Tom Hanks releases typewriting app on the App Store

typewriter

Having amassed an array of awards, including a Golden Globe, an Academy Award, a Screen Actors Guild Award and a BAFTA, one of the world’s most revered actors has this month released not a film, but a blockbuster of another sort – an app, known as the Hanx Writer, which predictably, has topped the iTunes download charts.

Although here at The Pen Company, we adore pens, it is important to show some TLC to other writing implements in the world, and there are few we love more than the humble typewriter – especially when they’re endorsed by the great Tom Hanks.

Available in three versions for the iPad, the app is available for free download, and since its release on August 15, has stormed the App Store download rankings, finding its way to the number one spot in just under ten days.

“In the late ’70’s, I bought a typewriter – portable enough for world travel and sturdy enough to survive decades of ten-fingered beatings,” Hanks said on the app’s introduction page, “I’ve since acquired many more – each different in design, action, and sound. Each one stamps into paper a permanent trail of imagination through keys, hammers, cloth and dye – a softer version of chiseling words into stone.”

So what do you do on the Hanx Writer?

Quite simply, once downloaded the app provides the user with the allusion of working on a manual typewriter, providing feels and sounds, including the celebrated ‘ding’ of writing to the end of a line.

Although the app is of course free, users are able to purchase an array of different colours, texts and styles in the form of additional packages on the App Store.

But why has Tom created the app?

Even before the app was published, Hanks has not been secretive about his love for the devices, having regularly discussed them on his social accounts, and in 2012, the actor was even cajoled into working on an independent project simply by being gifted a 1934 Corona Silent Typewriter.

He even wrote an article in Time Magazine discussing amongst other things, the different sounds of his favourite typewriters. For instance:

“Remingtons from the 1930s go THICK THICK. Midcentury Royals sound like a voice repeating the word CHALK. CHALK. CHALK CHALK.

“Even the typewriters made for the dawning jet age (small enough to fit on the fold-down trays of the first 707s), like the Smith Corona Skyriter and the design masterpieces by Olivetti, go FITT FITT FITT like bullets from James Bond’s silenced Walther PPK.”

Where is the best place to get a real typewriter?

If you’re interested in purchasing your very own typewriter, places such as Gumtree, eBay and Craigslist are great places to find them, but if you want a little advice on the best writers, The Typewriter Database is a great place to find all you need to know about individual machines.

Anna has been a lover of stationery since the age of three, when she got her first red spotted pencil case. Lucky enough to work part time for The Pen Company, she is surrounded by stationery; the dream of many a collector!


▶ _TASK PROMPT_: Take the data below and extract the lines from the one with "Image resolution: width=997" to the one with "What do you see at coordinates (1261, 26)", inclusive, exactly as written.

▶ _Records contained in a dataset_:
= Beginning of Section =
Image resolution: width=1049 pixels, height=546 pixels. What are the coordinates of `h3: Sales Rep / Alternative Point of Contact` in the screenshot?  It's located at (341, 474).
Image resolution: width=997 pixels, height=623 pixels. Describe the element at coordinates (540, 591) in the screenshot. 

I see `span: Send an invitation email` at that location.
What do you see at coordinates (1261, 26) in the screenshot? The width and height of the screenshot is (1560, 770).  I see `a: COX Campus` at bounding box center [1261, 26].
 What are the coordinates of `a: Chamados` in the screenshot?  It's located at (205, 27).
= End of Section =
= Beginning of Section =
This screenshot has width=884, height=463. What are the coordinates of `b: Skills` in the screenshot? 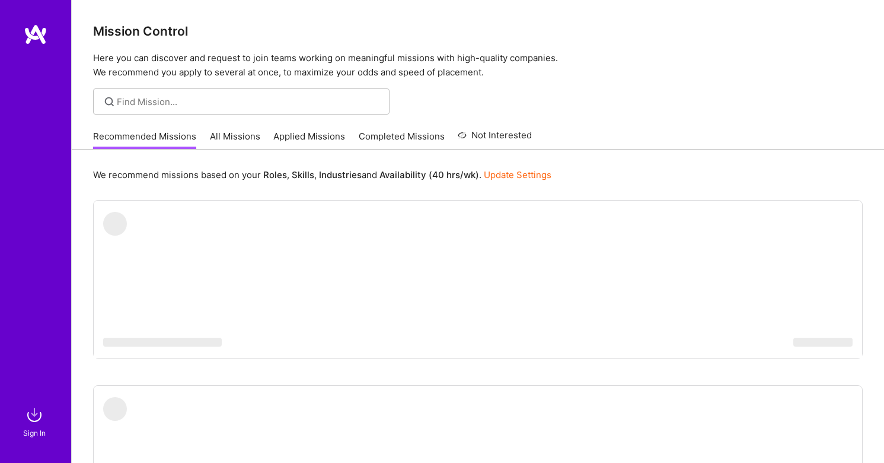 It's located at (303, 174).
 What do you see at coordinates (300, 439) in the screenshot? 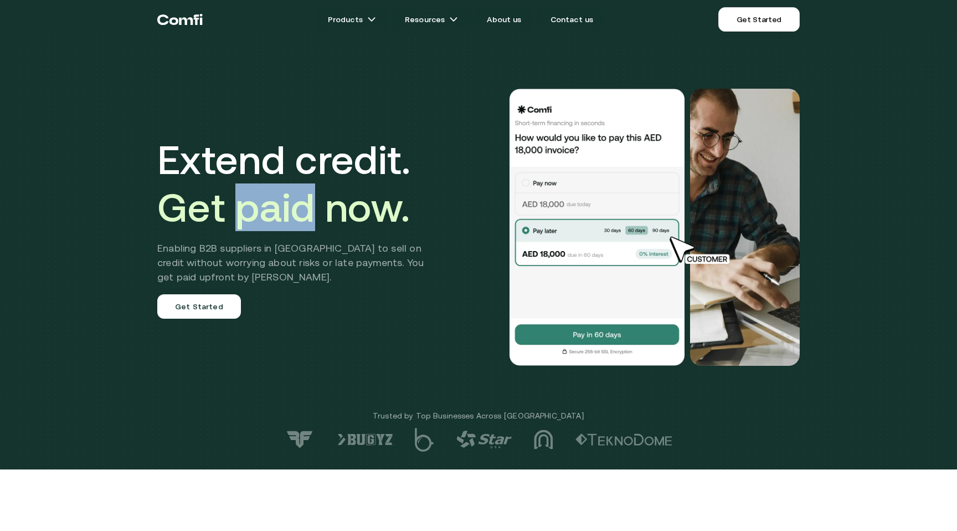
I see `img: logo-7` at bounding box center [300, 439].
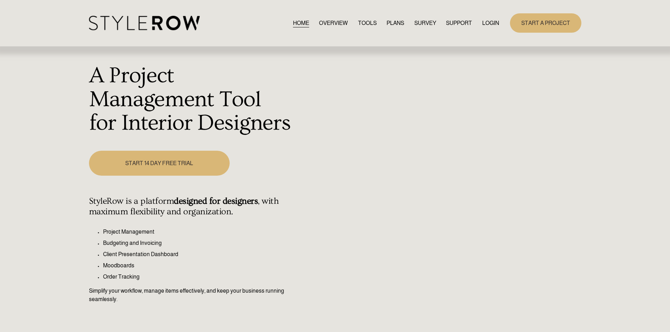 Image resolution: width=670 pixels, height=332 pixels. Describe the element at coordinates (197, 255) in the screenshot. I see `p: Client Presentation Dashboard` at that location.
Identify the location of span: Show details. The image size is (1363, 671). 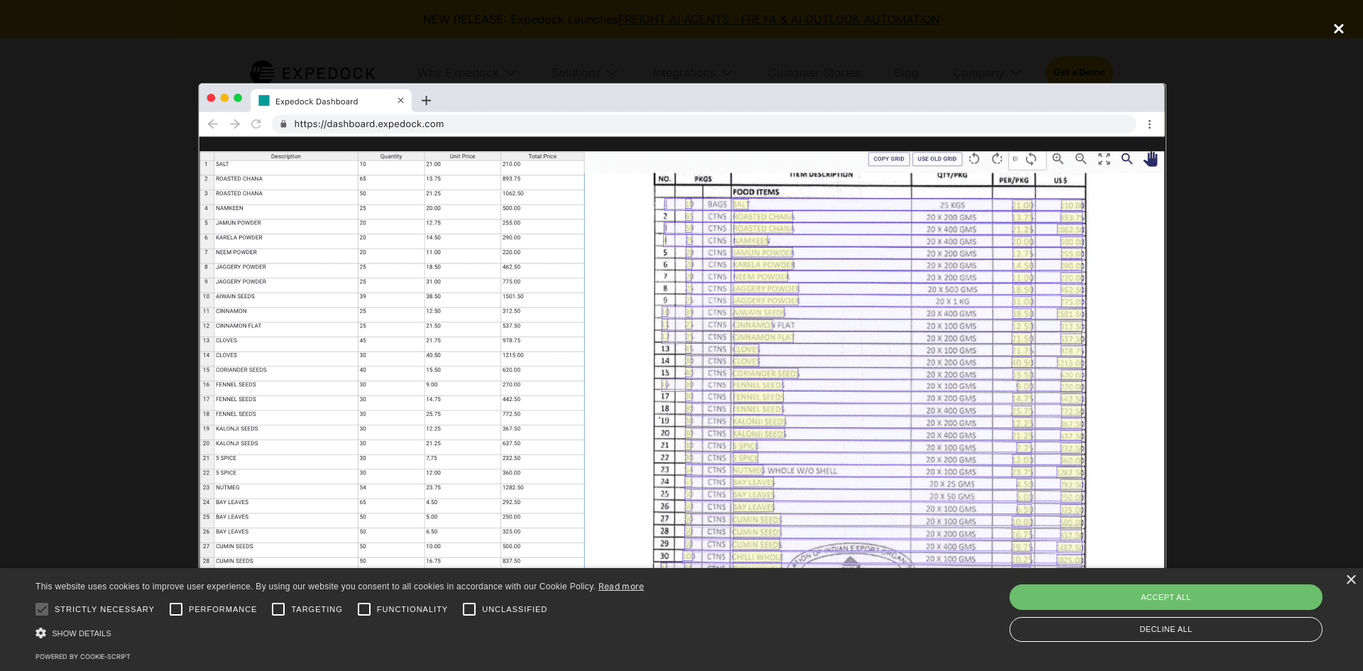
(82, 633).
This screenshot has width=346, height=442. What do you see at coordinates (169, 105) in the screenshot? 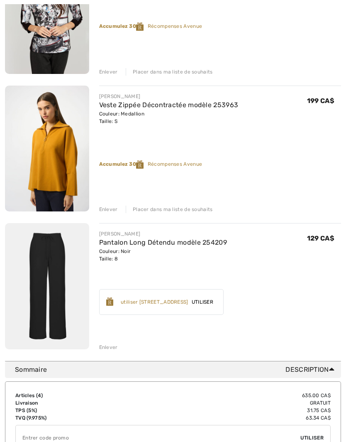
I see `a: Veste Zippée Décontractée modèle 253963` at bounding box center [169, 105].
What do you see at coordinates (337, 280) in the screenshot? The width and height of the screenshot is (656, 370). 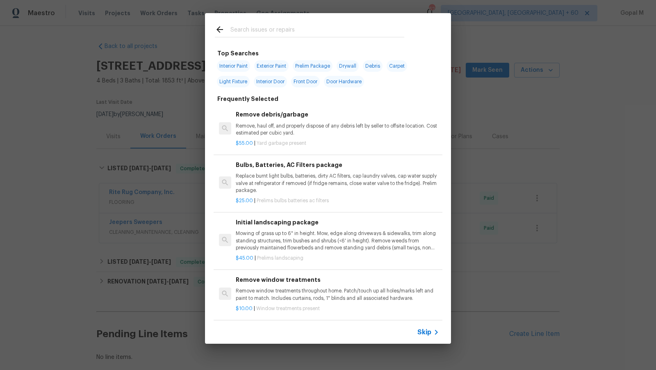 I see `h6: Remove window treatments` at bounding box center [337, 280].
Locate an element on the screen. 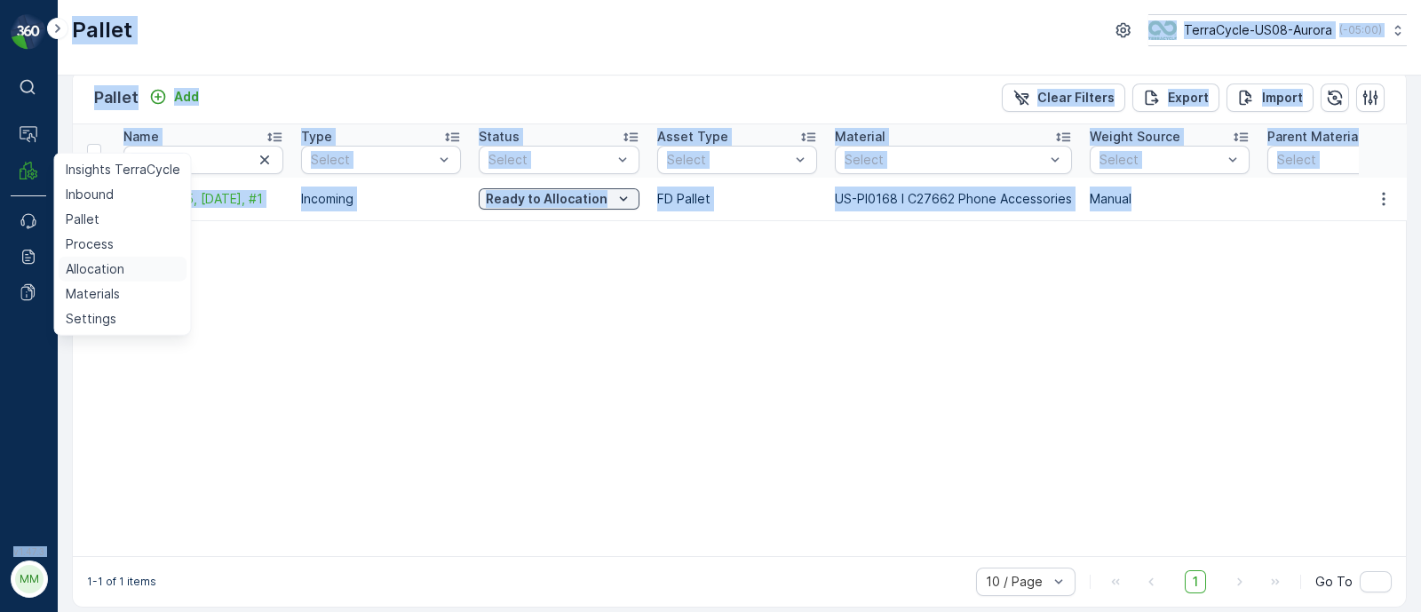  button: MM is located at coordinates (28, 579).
= End of Section =
▶ _SOLUTION TO THE EXERCISE_:
Image resolution: width=997 pixels, height=623 pixels. Describe the element at coordinates (540, 591) in the screenshot. 

I see `span: Send an invitation email` at that location.
What do you see at coordinates (1261, 26) in the screenshot? The width and height of the screenshot is (1560, 770).  I see `a: COX Campus` at bounding box center [1261, 26].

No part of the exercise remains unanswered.